Advertisement

Faculty Votes to Continue Gen Ed Course Offerings

DECISION IS UNANIMOUS

The Faculty of Arts and Sciences gave an overwhelming vote of confidence to the basic outlines of the General Education program yesterday--and immediately found itself in sharp disagreement over how that program ought to be continued.

The Faculty voted unanimously to continue to offer General Education courses.

The largest meeting in the Faculty's history also went on record, 222-4, in favor of requiring undergraduates to take courses outside their area of concentration.

These motions, first in a series of six which the Faculty will debate, were introduced by Paul M. Doty, chairman of the Special Committee to Review General Education, after he had withdrawn his motion for blanket approval of his Committee's report.

Doty said last night that the votes on the six questions would be only straw votes, or expressions of Faculty opinion, and that he planned to reintroduce his motion to accept the Committee report. "If certain points of view develop strongly, the report will either have to be amended or voted down," Doty said.

Advertisement

Following yesterday's meeting, Dean Ford said he was "greatly relieved" by the two votes. "We have cleared away the underbrush and can now get the formulated opinions and views of Faculty members," he said.

The Faculty began debating yesterday whether undergraduates should be required specifically to take General Education courses, and it is on this point that the most significant debate is expected to come.

Ford said he hoped for a vote on this point by the end of the next meeting, on Jan. 3, but he cautioned that "we are in an area of serious disagreement and real policy choices." If a vote is impossible next month, Ford added, he will ask the Faculty to consider scheduling some extra meetings in the Spring.

Once the Faculty has decided the proper role of the Gen Ed course, Ford said he will then ask for three votes on specific sections of the Doty report. The first vote will come on the program proposed by the report and will cover the bipartite division of courses into the Sciences and the Humanities in addition to the specific course requirements which the Doty report sets up.

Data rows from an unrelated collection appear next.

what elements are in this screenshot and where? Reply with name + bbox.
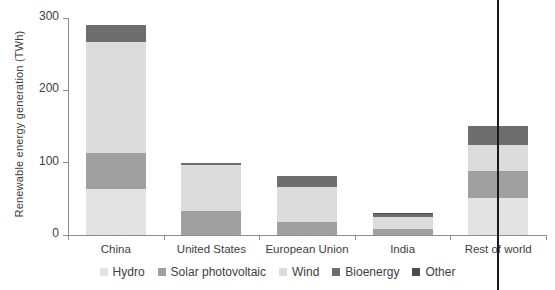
y-tick-mark	[63, 162, 68, 163]
legend-item-wind[interactable]: Wind	[279, 265, 319, 279]
legend-label: Solar photovoltaic	[171, 265, 266, 279]
legend-swatch-icon	[412, 268, 420, 276]
chart-legend: HydroSolar photovoltaicWindBioenergyOthe…	[0, 265, 555, 279]
legend-label: Hydro	[113, 265, 145, 279]
bar-segment-solar-photovoltaic	[181, 211, 241, 235]
bar-segment-solar-photovoltaic	[277, 222, 337, 235]
y-tick-mark	[63, 90, 68, 91]
page-scan-line	[497, 0, 499, 290]
bar-segment-hydro	[86, 189, 146, 235]
y-tick-mark	[63, 18, 68, 19]
x-axis-line	[68, 235, 546, 236]
x-tick-mark	[450, 235, 451, 240]
bar-segment-wind	[277, 187, 337, 222]
legend-item-other[interactable]: Other	[412, 265, 455, 279]
legend-swatch-icon	[279, 268, 287, 276]
legend-swatch-icon	[332, 268, 340, 276]
x-tick-mark	[259, 235, 260, 240]
bar-segment-bioenergy	[373, 214, 433, 217]
x-tick-mark	[355, 235, 356, 240]
renewable-energy-stacked-bar-chart: Renewable energy generation (TWh) 010020…	[0, 0, 555, 290]
bar-segment-wind	[86, 42, 146, 153]
bar-china	[86, 18, 146, 235]
legend-label: Other	[425, 265, 455, 279]
legend-swatch-icon	[158, 268, 166, 276]
y-tick-label: 300	[39, 9, 59, 23]
x-axis-label-european-union: European Union	[259, 243, 355, 255]
x-tick-mark	[68, 235, 69, 240]
bar-segment-wind	[373, 217, 433, 229]
bar-segment-bioenergy	[181, 163, 241, 165]
bar-segment-bioenergy	[277, 176, 337, 186]
legend-item-bioenergy[interactable]: Bioenergy	[332, 265, 399, 279]
y-tick-label: 200	[39, 81, 59, 95]
bar-segment-other	[373, 213, 433, 214]
y-axis-line	[68, 18, 69, 236]
bar-european-union	[277, 18, 337, 235]
legend-swatch-icon	[100, 268, 108, 276]
x-axis-label-china: China	[68, 243, 164, 255]
y-axis-title: Renewable energy generation (TWh)	[13, 9, 25, 239]
bar-segment-bioenergy	[86, 25, 146, 42]
x-axis-label-united-states: United States	[164, 243, 260, 255]
x-axis-label-india: India	[355, 243, 451, 255]
y-tick-label: 100	[39, 154, 59, 168]
bar-india	[373, 18, 433, 235]
bar-united-states	[181, 18, 241, 235]
y-tick-label: 0	[52, 226, 59, 240]
legend-label: Bioenergy	[345, 265, 399, 279]
legend-item-hydro[interactable]: Hydro	[100, 265, 145, 279]
bar-segment-solar-photovoltaic	[373, 229, 433, 236]
bar-segment-wind	[181, 165, 241, 211]
legend-item-solar-photovoltaic[interactable]: Solar photovoltaic	[158, 265, 266, 279]
legend-label: Wind	[292, 265, 319, 279]
x-tick-mark	[546, 235, 547, 240]
bar-segment-solar-photovoltaic	[86, 153, 146, 190]
x-tick-mark	[164, 235, 165, 240]
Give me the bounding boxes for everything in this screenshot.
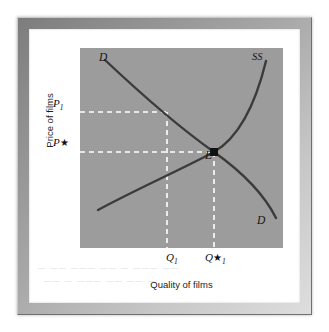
- tick-label-price-pstar: P★: [53, 136, 69, 148]
- tick-label-price-p1: P1: [53, 97, 63, 112]
- chart-plot-svg: [80, 48, 283, 248]
- curve-label-supply: SS: [252, 51, 263, 62]
- x-axis-title: Quality of films: [80, 279, 283, 290]
- supply-curve: [98, 61, 266, 210]
- tick-label-quantity-q1: Q1: [166, 251, 178, 266]
- y-axis-title: Price of films: [44, 73, 55, 169]
- equilibrium-point-label: E: [205, 149, 212, 161]
- chart-container: Price of films Quality of films P1 P★ Q1…: [29, 29, 300, 303]
- tick-label-quantity-qstar: Q★1: [205, 251, 226, 266]
- guide-lines: [80, 112, 214, 248]
- curve-label-demand-bottom: D: [257, 214, 265, 226]
- page-canvas: — —— ——— —— — ——— —— —— — ——— —— —— — Pr…: [0, 0, 329, 332]
- curve-label-demand-top: D: [99, 51, 107, 63]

The second vote will involve the strong administrative structure proposed by the report, and the final vote will test the report's suggestion that the advanced-standing program, the freshman seminar program, and General Education Ahf be placed under the Gen Ed committee.

Ford indicated that if any portion of the Doty Report were defeated "the floor would be open to alternatives." He said his hope "ultimately is that we will come to an endorsement of the Doty program with modifications."

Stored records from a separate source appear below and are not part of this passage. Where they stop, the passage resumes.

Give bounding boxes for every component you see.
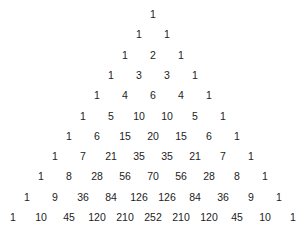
pascal-triangle: 1111211331146411510105116152015611721353…: [0, 0, 306, 228]
triangle-number: 1: [206, 89, 212, 101]
triangle-number: 84: [189, 191, 201, 203]
triangle-number: 35: [161, 150, 173, 162]
triangle-number: 120: [200, 211, 218, 223]
triangle-number: 36: [217, 191, 229, 203]
triangle-number: 28: [203, 170, 215, 182]
triangle-number: 3: [136, 69, 142, 81]
triangle-number: 5: [108, 110, 114, 122]
triangle-number: 21: [105, 150, 117, 162]
triangle-number: 35: [133, 150, 145, 162]
triangle-number: 21: [189, 150, 201, 162]
triangle-number: 4: [178, 89, 184, 101]
triangle-number: 5: [192, 110, 198, 122]
triangle-number: 6: [206, 130, 212, 142]
triangle-number: 120: [88, 211, 106, 223]
triangle-number: 1: [24, 191, 30, 203]
triangle-number: 9: [248, 191, 254, 203]
triangle-number: 15: [175, 130, 187, 142]
triangle-number: 1: [80, 110, 86, 122]
triangle-number: 1: [276, 191, 282, 203]
triangle-number: 7: [80, 150, 86, 162]
triangle-number: 1: [108, 69, 114, 81]
triangle-number: 8: [66, 170, 72, 182]
triangle-number: 10: [259, 211, 271, 223]
triangle-number: 45: [231, 211, 243, 223]
triangle-number: 2: [150, 49, 156, 61]
triangle-number: 7: [220, 150, 226, 162]
triangle-number: 6: [94, 130, 100, 142]
triangle-number: 1: [150, 8, 156, 20]
triangle-number: 15: [119, 130, 131, 142]
triangle-number: 10: [133, 110, 145, 122]
triangle-number: 210: [116, 211, 134, 223]
triangle-number: 8: [234, 170, 240, 182]
triangle-number: 10: [161, 110, 173, 122]
triangle-number: 1: [262, 170, 268, 182]
triangle-number: 36: [77, 191, 89, 203]
triangle-number: 6: [150, 89, 156, 101]
triangle-number: 10: [35, 211, 47, 223]
triangle-number: 252: [144, 211, 162, 223]
triangle-number: 56: [119, 170, 131, 182]
triangle-number: 56: [175, 170, 187, 182]
triangle-number: 1: [10, 211, 16, 223]
triangle-number: 1: [220, 110, 226, 122]
triangle-number: 1: [234, 130, 240, 142]
triangle-number: 1: [52, 150, 58, 162]
triangle-number: 126: [158, 191, 176, 203]
triangle-number: 84: [105, 191, 117, 203]
triangle-number: 1: [178, 49, 184, 61]
triangle-number: 1: [94, 89, 100, 101]
triangle-number: 210: [172, 211, 190, 223]
triangle-number: 1: [164, 28, 170, 40]
triangle-number: 1: [38, 170, 44, 182]
triangle-number: 28: [91, 170, 103, 182]
triangle-number: 20: [147, 130, 159, 142]
triangle-number: 3: [164, 69, 170, 81]
triangle-number: 1: [136, 28, 142, 40]
triangle-number: 1: [248, 150, 254, 162]
triangle-number: 1: [290, 211, 296, 223]
triangle-number: 1: [192, 69, 198, 81]
triangle-number: 9: [52, 191, 58, 203]
triangle-number: 70: [147, 170, 159, 182]
triangle-number: 126: [130, 191, 148, 203]
triangle-number: 1: [66, 130, 72, 142]
triangle-number: 45: [63, 211, 75, 223]
triangle-number: 1: [122, 49, 128, 61]
triangle-number: 4: [122, 89, 128, 101]
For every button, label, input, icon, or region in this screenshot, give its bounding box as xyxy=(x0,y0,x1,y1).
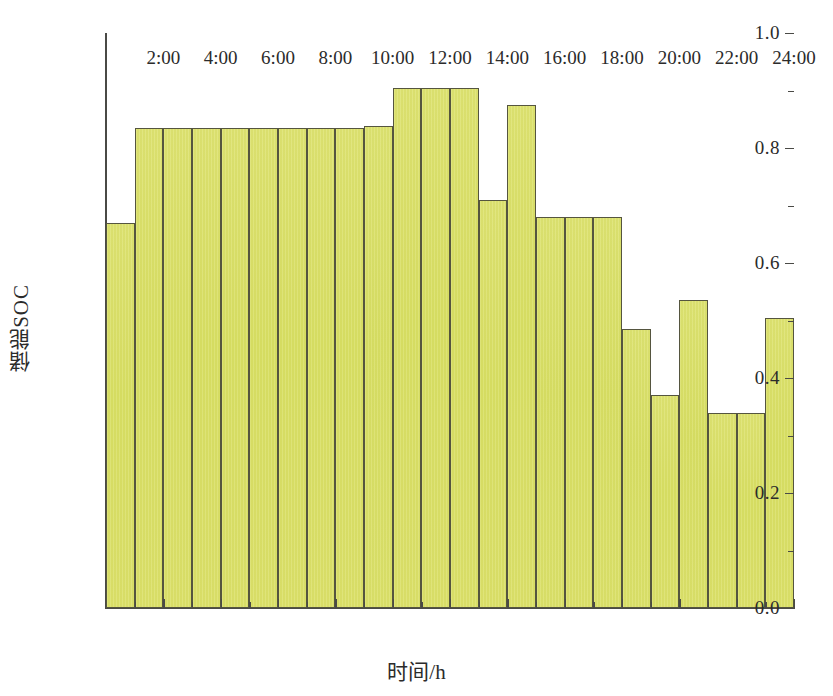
bar xyxy=(737,413,766,609)
x-tick-minor xyxy=(135,602,136,608)
x-tick-major xyxy=(450,599,451,608)
x-tick-major xyxy=(737,599,738,608)
x-tick-major xyxy=(393,599,394,608)
bar xyxy=(507,105,536,608)
x-tick-label: 8:00 xyxy=(318,47,352,69)
bar xyxy=(765,318,794,608)
x-tick-major xyxy=(221,599,222,608)
x-tick-minor xyxy=(536,602,537,608)
bar xyxy=(593,217,622,608)
x-tick-minor xyxy=(307,602,308,608)
plot-area: 0.00.20.40.60.81.0 2:004:006:008:0010:00… xyxy=(106,33,794,608)
y-tick-label: 0.8 xyxy=(755,137,780,159)
y-tick-label: 0.2 xyxy=(755,482,780,504)
bar xyxy=(364,126,393,608)
x-tick-label: 24:00 xyxy=(772,47,815,69)
x-tick-minor xyxy=(765,602,766,608)
bar xyxy=(450,88,479,608)
y-tick-mark xyxy=(785,608,794,609)
bar xyxy=(307,128,336,608)
x-tick-minor xyxy=(593,602,594,608)
x-tick-major xyxy=(679,599,680,608)
x-tick-label: 4:00 xyxy=(204,47,238,69)
bar xyxy=(135,128,164,608)
y-tick-mark xyxy=(785,378,794,379)
bar xyxy=(192,128,221,608)
x-tick-minor xyxy=(651,602,652,608)
x-tick-major xyxy=(163,599,164,608)
bar xyxy=(708,413,737,609)
x-tick-minor xyxy=(364,602,365,608)
bar xyxy=(651,395,680,608)
y-tick-mark xyxy=(785,263,794,264)
y-tick-mark xyxy=(788,91,794,92)
y-tick-mark xyxy=(788,206,794,207)
bar xyxy=(393,88,422,608)
x-tick-label: 20:00 xyxy=(658,47,701,69)
x-tick-label: 14:00 xyxy=(486,47,529,69)
x-tick-minor xyxy=(192,602,193,608)
y-tick-mark xyxy=(788,321,794,322)
x-tick-label: 12:00 xyxy=(428,47,471,69)
y-axis-title: 储能SOC xyxy=(6,0,36,696)
bar xyxy=(278,128,307,608)
x-tick-major xyxy=(622,599,623,608)
x-tick-label: 6:00 xyxy=(261,47,295,69)
bar xyxy=(565,217,594,608)
x-axis-title: 时间/h xyxy=(0,655,833,685)
bar xyxy=(479,200,508,608)
x-tick-label: 22:00 xyxy=(715,47,758,69)
bar xyxy=(679,300,708,608)
x-tick-label: 10:00 xyxy=(371,47,414,69)
x-tick-minor xyxy=(421,602,422,608)
bar xyxy=(536,217,565,608)
y-tick-label: 0.6 xyxy=(755,252,780,274)
x-tick-major xyxy=(794,599,795,608)
y-tick-mark xyxy=(788,551,794,552)
soc-bar-chart-figure: 储能SOC 0.00.20.40.60.81.0 2:004:006:008:0… xyxy=(0,0,833,696)
y-tick-label: 0.0 xyxy=(755,597,780,619)
x-tick-major xyxy=(335,599,336,608)
y-tick-label: 1.0 xyxy=(755,22,780,44)
bar xyxy=(622,329,651,608)
bar xyxy=(335,128,364,608)
y-tick-mark xyxy=(785,33,794,34)
y-tick-mark xyxy=(785,148,794,149)
y-axis-title-text: 储能SOC xyxy=(6,284,36,372)
x-tick-minor xyxy=(708,602,709,608)
y-tick-mark xyxy=(788,436,794,437)
x-tick-minor xyxy=(249,602,250,608)
bar xyxy=(221,128,250,608)
y-tick-mark xyxy=(785,493,794,494)
x-tick-major xyxy=(278,599,279,608)
bar xyxy=(249,128,278,608)
x-tick-label: 16:00 xyxy=(543,47,586,69)
x-tick-minor xyxy=(479,602,480,608)
bar xyxy=(106,223,135,608)
x-tick-major xyxy=(507,599,508,608)
x-tick-label: 18:00 xyxy=(600,47,643,69)
bar-series xyxy=(106,33,794,608)
x-tick-label: 2:00 xyxy=(146,47,180,69)
bar xyxy=(421,88,450,608)
x-tick-major xyxy=(565,599,566,608)
bar xyxy=(163,128,192,608)
y-tick-label: 0.4 xyxy=(755,367,780,389)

Once past the areas of easy agreement, the Faculty moved into the most significant debate: whether undergraduates should be specifically required to take General Education courses.

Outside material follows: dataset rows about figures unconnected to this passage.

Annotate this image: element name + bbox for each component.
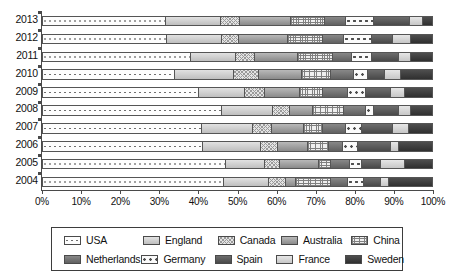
- bar-segment-sweden: [405, 160, 432, 169]
- stacked-bar-2008: [42, 105, 433, 116]
- stacked-bar-2011: [42, 52, 433, 63]
- stacked-bar-chart: 2013201220112010200920082007200620052004…: [0, 0, 455, 280]
- bar-segment-france: [410, 17, 423, 26]
- y-axis-label-2008: 2008: [15, 103, 38, 114]
- bar-segment-netherlands: [323, 35, 344, 44]
- legend-item-france[interactable]: France: [276, 251, 345, 268]
- bar-row: [42, 141, 433, 152]
- legend-item-usa[interactable]: USA: [52, 232, 143, 249]
- chart-legend: USAEnglandCanadaAustraliaChina Netherlan…: [51, 227, 403, 271]
- legend-row-1: USAEnglandCanadaAustraliaChina: [52, 232, 404, 249]
- x-axis-label-70pct: 70%: [306, 196, 325, 207]
- legend-label-netherlands: Netherlands: [86, 254, 140, 265]
- legend-item-spain[interactable]: Spain: [215, 251, 277, 268]
- y-axis-tick: [38, 11, 42, 14]
- bar-segment-china: [302, 70, 331, 79]
- stacked-bar-2005: [42, 159, 433, 170]
- bar-segment-germany: [346, 124, 362, 133]
- bar-segment-sweden: [389, 178, 432, 187]
- bar-segment-sweden: [409, 124, 432, 133]
- bar-segment-spain: [358, 142, 391, 151]
- legend-item-netherlands[interactable]: Netherlands: [52, 251, 141, 268]
- bar-segment-china: [308, 142, 329, 151]
- legend-swatch-germany: [141, 255, 158, 264]
- legend-swatch-netherlands: [64, 255, 81, 264]
- stacked-bar-2013: [42, 16, 433, 27]
- bar-segment-france: [399, 106, 411, 115]
- bar-segment-france: [391, 142, 399, 151]
- y-axis-category-labels: 2013201220112010200920082007200620052004: [0, 0, 40, 200]
- legend-item-china[interactable]: China: [351, 232, 404, 249]
- legend-row-2: NetherlandsGermanySpainFranceSweden: [52, 251, 404, 268]
- bar-segment-canada: [222, 35, 240, 44]
- bar-segment-usa: [43, 160, 226, 169]
- x-axis-label-60pct: 60%: [267, 196, 286, 207]
- bar-segment-china: [298, 53, 333, 62]
- bar-segment-canada: [245, 88, 264, 97]
- bar-row: [42, 105, 433, 116]
- bar-segment-germany: [354, 70, 368, 79]
- bar-segment-china: [296, 178, 331, 187]
- legend-label-france: France: [298, 254, 329, 265]
- legend-swatch-england: [143, 236, 160, 245]
- bar-segment-sweden: [423, 17, 432, 26]
- bar-row: [42, 177, 433, 188]
- bar-segment-canada: [261, 142, 279, 151]
- bar-segment-canada: [236, 53, 255, 62]
- y-axis-tick: [38, 47, 42, 50]
- bar-row: [42, 52, 433, 63]
- legend-item-germany[interactable]: Germany: [141, 251, 214, 268]
- y-axis-tick: [38, 83, 42, 86]
- bar-segment-china: [288, 35, 323, 44]
- bar-row: [42, 159, 433, 170]
- bar-segment-sweden: [411, 53, 432, 62]
- bar-segment-germany: [352, 53, 371, 62]
- bar-segment-canada: [273, 106, 291, 115]
- bar-segment-australia: [239, 35, 288, 44]
- legend-item-canada[interactable]: Canada: [218, 232, 281, 249]
- bar-segment-england: [167, 35, 221, 44]
- x-axis-label-100pct: 100%: [421, 196, 445, 207]
- y-axis-label-2012: 2012: [15, 32, 38, 43]
- bar-segment-netherlands: [331, 160, 350, 169]
- legend-label-usa: USA: [86, 235, 107, 246]
- y-axis-label-2007: 2007: [15, 121, 38, 132]
- bar-row: [42, 69, 433, 80]
- legend-item-sweden[interactable]: Sweden: [345, 251, 404, 268]
- bar-segment-germany: [348, 88, 366, 97]
- bar-segment-netherlands: [323, 124, 346, 133]
- y-axis-tick: [38, 118, 42, 121]
- bar-segment-spain: [364, 178, 382, 187]
- bar-segment-china: [319, 160, 331, 169]
- y-axis-tick: [38, 154, 42, 157]
- x-axis-tick: [355, 190, 356, 194]
- bar-series-container: [42, 11, 433, 190]
- legend-swatch-canada: [218, 236, 235, 245]
- bar-segment-usa: [43, 142, 203, 151]
- bar-segment-england: [166, 17, 222, 26]
- bar-segment-netherlands: [331, 70, 354, 79]
- legend-label-germany: Germany: [163, 254, 205, 265]
- y-axis-label-2013: 2013: [15, 14, 38, 25]
- bar-segment-australia: [278, 142, 307, 151]
- bar-segment-netherlands: [344, 106, 365, 115]
- x-axis-tick: [120, 190, 121, 194]
- bar-segment-australia: [286, 178, 296, 187]
- y-axis-label-2004: 2004: [15, 175, 38, 186]
- bar-segment-france: [381, 178, 389, 187]
- bar-segment-france: [381, 160, 404, 169]
- y-axis-tick: [38, 172, 42, 175]
- legend-item-england[interactable]: England: [143, 232, 218, 249]
- bar-segment-usa: [43, 124, 202, 133]
- legend-item-australia[interactable]: Australia: [281, 232, 351, 249]
- bar-segment-germany: [366, 106, 374, 115]
- bar-segment-england: [224, 178, 269, 187]
- bar-segment-germany: [348, 178, 364, 187]
- x-axis-label-40pct: 40%: [189, 196, 208, 207]
- bar-segment-spain: [368, 70, 386, 79]
- bar-segment-australia: [255, 53, 298, 62]
- bar-segment-sweden: [411, 106, 432, 115]
- bar-segment-usa: [43, 88, 199, 97]
- y-axis-label-2005: 2005: [15, 157, 38, 168]
- bar-segment-australia: [259, 70, 302, 79]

H. Stuart Hughes '24, professor of History, and George Wald '16, professor of Biology, urged that Gen Ed courses not be required and instead be put into "open competition" with departmental courses. Both Wald and Hughes are well-known teachers of Gen Ed courses. Giles Constable '50, professor of History. urged this idea at last month's Faculty meeting.

Garrett Birkhoff '32, professor of Pure and Applied Mathematics, and E. Bright Wilson, Jr., Theodore William Richards Professor of Chemistry, also favored this position which seems to be attracting widespread support among the Faculty.

Carl Kaysen, Lucius N. Littauer Professor of Political Economy, also argued for putting Gen Ed courses into open competition with departmental courses. But although he did not feel students ought to be required to take Gen Ed courses, he suggested that Gen Ed courses be given a higher value in satisfying a distribution requirement than departmental courses.